While we're on the subject of Reinhart and Rogoff, Tyler Cowen has a nice little post on "Who shares data". Basically, most economists don't share data, and the ones who do are more likely to be full professors with tenure and a clear personal committment to sharing.
This seems to be pretty common in a lot of social sciences. When I was reporting on the controversy over counting Iraqi civilian casualties, there was strong wall around the data. Only a few researchers were allowed to see it, and being a strong critic of the study seemed to be an exclusion criteria for access. I was shocked--until public health researchers assured me that no, this was pretty much normal.
Which caused me to think about who doesn't share data--and why.
Before I go on, let me be clear that I'm not talking about Rogoff and Reinhart, who are in the middle of this controversy because they did share their sources. And kudos to them for that. No, this is a general meditation on a broad problem in the social sciences.
Anyhoo. As I was saying. There are a lot of private data sets out there these days, and a lot of work being produced off of them. Why can't more of us see it?
Mostly, I suspect, because of the economics of the thing. Assembling a nice private data set is a huge amount of work. You want to be able to mine that work for publishable insights. Very little professional credit accrues to the guy who built a great dataset which everyone else uses to generate elegant new findings. The credit goes to the authors of the elegant new findings. Which means that once you've built a dataset, you want to keep the thing to yourself as long as possible.
If it takes three or four years to assemble a dataset, and you only get one paper out of it before everyone else swoops in, no one will want to build a dataset. The swoopers who never build their own data sets will end up with more published papers, and better careers, than the plodders who put the data together. In other words, the incentives are all wrong for data openness.
Unfortunately, there's always the possibility that "I want to hold onto it as long as possible so I can publish" can be a cover for "I need to hold onto it as long as possible because if anyone else sees it, it will rapidly become obvious that my results aren't very robust." Or, in some cases, for "There are no results because I made the whole thing up."
If we're worried about the latter problems, however, we need to first address the former issue. As long as holding onto your data for a long time is an acceptable professional norm, weak results and outright cheats will be able to hide behind it.
But encouraging people to release their data means a deep reassessment about what counts as valuable, high-status work. As long as the social sciences prize analysis over data-building--and they do--then data-builders will be at a competitive disadvantage. Which they will try to rectify by keeping their data secret as long as possible.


▶ _Task requirements_: Write out all of the entries exactly, please.

+ + + + +

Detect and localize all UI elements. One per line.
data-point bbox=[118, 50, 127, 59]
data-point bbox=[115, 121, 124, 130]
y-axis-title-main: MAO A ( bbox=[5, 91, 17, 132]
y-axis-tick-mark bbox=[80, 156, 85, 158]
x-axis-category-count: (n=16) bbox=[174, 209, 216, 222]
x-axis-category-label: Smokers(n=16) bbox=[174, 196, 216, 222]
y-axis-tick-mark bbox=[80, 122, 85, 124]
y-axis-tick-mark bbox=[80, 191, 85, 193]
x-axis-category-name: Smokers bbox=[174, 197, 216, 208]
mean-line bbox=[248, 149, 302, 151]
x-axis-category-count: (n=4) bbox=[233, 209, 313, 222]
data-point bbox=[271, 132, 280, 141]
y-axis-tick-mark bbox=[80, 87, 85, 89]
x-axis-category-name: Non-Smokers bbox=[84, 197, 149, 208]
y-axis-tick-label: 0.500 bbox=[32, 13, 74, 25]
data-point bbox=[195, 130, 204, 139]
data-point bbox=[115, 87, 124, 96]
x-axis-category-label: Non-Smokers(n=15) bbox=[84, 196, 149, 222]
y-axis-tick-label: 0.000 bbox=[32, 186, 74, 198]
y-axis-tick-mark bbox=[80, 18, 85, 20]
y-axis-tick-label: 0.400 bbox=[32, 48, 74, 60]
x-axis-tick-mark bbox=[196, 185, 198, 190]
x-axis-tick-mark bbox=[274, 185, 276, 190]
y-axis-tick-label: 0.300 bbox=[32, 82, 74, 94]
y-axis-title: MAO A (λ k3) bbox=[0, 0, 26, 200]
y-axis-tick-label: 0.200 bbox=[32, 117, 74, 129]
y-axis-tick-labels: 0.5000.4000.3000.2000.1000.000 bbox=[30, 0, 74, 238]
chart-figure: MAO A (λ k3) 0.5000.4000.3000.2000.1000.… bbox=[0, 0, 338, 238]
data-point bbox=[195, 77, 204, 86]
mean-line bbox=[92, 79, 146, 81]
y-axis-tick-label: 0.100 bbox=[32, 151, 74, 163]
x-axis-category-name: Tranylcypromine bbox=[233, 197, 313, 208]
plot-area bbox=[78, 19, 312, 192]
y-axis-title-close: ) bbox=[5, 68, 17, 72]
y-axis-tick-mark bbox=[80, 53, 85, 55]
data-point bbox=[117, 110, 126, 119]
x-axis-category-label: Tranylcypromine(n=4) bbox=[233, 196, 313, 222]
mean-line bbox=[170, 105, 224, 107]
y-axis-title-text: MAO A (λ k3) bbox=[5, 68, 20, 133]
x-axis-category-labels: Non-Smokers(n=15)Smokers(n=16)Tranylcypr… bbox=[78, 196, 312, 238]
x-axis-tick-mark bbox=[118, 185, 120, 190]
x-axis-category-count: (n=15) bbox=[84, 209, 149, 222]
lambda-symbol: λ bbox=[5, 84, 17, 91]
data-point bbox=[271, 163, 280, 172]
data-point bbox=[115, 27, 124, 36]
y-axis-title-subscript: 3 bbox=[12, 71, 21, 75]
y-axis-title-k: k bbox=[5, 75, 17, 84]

+ + + + +

▶ _Exercise output_:
Detect and localize all UI elements. One per line.
data-point bbox=[118, 50, 127, 59]
data-point bbox=[115, 121, 124, 130]
y-axis-title-main: MAO A ( bbox=[5, 91, 17, 132]
y-axis-tick-mark bbox=[80, 156, 85, 158]
x-axis-category-count: (n=16) bbox=[174, 209, 216, 222]
x-axis-category-label: Smokers(n=16) bbox=[174, 196, 216, 222]
y-axis-tick-mark bbox=[80, 122, 85, 124]
y-axis-tick-mark bbox=[80, 191, 85, 193]
x-axis-category-name: Smokers bbox=[174, 197, 216, 208]
mean-line bbox=[248, 149, 302, 151]
x-axis-category-count: (n=4) bbox=[233, 209, 313, 222]
data-point bbox=[271, 132, 280, 141]
y-axis-tick-mark bbox=[80, 87, 85, 89]
x-axis-category-name: Non-Smokers bbox=[84, 197, 149, 208]
y-axis-tick-label: 0.500 bbox=[32, 13, 74, 25]
data-point bbox=[195, 130, 204, 139]
data-point bbox=[115, 87, 124, 96]
x-axis-category-label: Non-Smokers(n=15) bbox=[84, 196, 149, 222]
y-axis-tick-label: 0.000 bbox=[32, 186, 74, 198]
y-axis-tick-mark bbox=[80, 18, 85, 20]
y-axis-tick-label: 0.400 bbox=[32, 48, 74, 60]
x-axis-tick-mark bbox=[196, 185, 198, 190]
x-axis-tick-mark bbox=[274, 185, 276, 190]
y-axis-tick-label: 0.300 bbox=[32, 82, 74, 94]
y-axis-title: MAO A (λ k3) bbox=[0, 0, 26, 200]
y-axis-tick-label: 0.200 bbox=[32, 117, 74, 129]
y-axis-tick-labels: 0.5000.4000.3000.2000.1000.000 bbox=[30, 0, 74, 238]
chart-figure: MAO A (λ k3) 0.5000.4000.3000.2000.1000.… bbox=[0, 0, 338, 238]
data-point bbox=[195, 77, 204, 86]
mean-line bbox=[92, 79, 146, 81]
y-axis-tick-label: 0.100 bbox=[32, 151, 74, 163]
x-axis-category-name: Tranylcypromine bbox=[233, 197, 313, 208]
plot-area bbox=[78, 19, 312, 192]
y-axis-title-close: ) bbox=[5, 68, 17, 72]
y-axis-tick-mark bbox=[80, 53, 85, 55]
data-point bbox=[117, 110, 126, 119]
x-axis-category-label: Tranylcypromine(n=4) bbox=[233, 196, 313, 222]
mean-line bbox=[170, 105, 224, 107]
y-axis-title-text: MAO A (λ k3) bbox=[5, 68, 20, 133]
x-axis-category-labels: Non-Smokers(n=15)Smokers(n=16)Tranylcypr… bbox=[78, 196, 312, 238]
x-axis-tick-mark bbox=[118, 185, 120, 190]
x-axis-category-count: (n=15) bbox=[84, 209, 149, 222]
lambda-symbol: λ bbox=[5, 84, 17, 91]
data-point bbox=[271, 163, 280, 172]
data-point bbox=[115, 27, 124, 36]
y-axis-title-subscript: 3 bbox=[12, 71, 21, 75]
y-axis-title-k: k bbox=[5, 75, 17, 84]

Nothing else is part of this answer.